[Aim of the exercise]:
Please, in the data that follows, copy exactly the lines from the line with "You are a GUI" through the last one, both included. Do not include pictures.

[Stored items]:
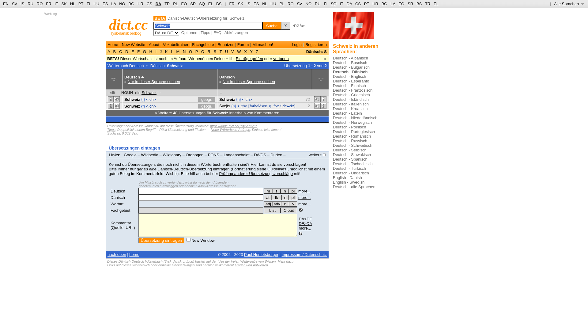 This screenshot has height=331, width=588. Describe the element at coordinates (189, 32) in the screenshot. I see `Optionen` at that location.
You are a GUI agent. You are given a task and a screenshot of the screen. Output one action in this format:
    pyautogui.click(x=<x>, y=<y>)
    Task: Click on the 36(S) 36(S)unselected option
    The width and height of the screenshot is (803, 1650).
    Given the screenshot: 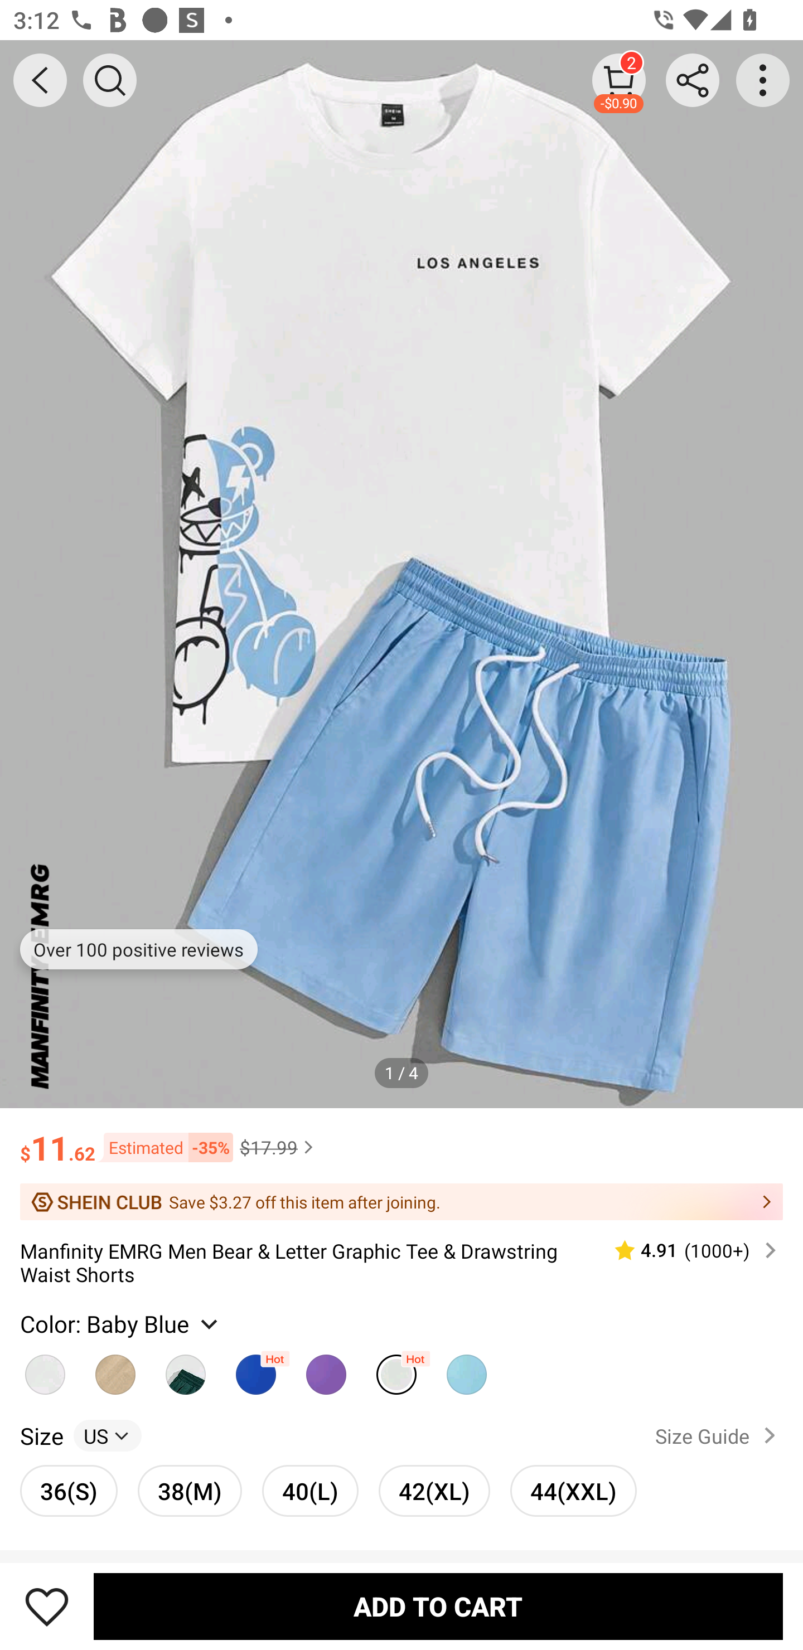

[Problem solution]:
You are a GUI agent. You are given a task and a screenshot of the screen. Output one action in this format:
    pyautogui.click(x=<x>, y=<y>)
    Task: Click on the 36(S) 36(S)unselected option
    The width and height of the screenshot is (803, 1650).
    Given the screenshot: 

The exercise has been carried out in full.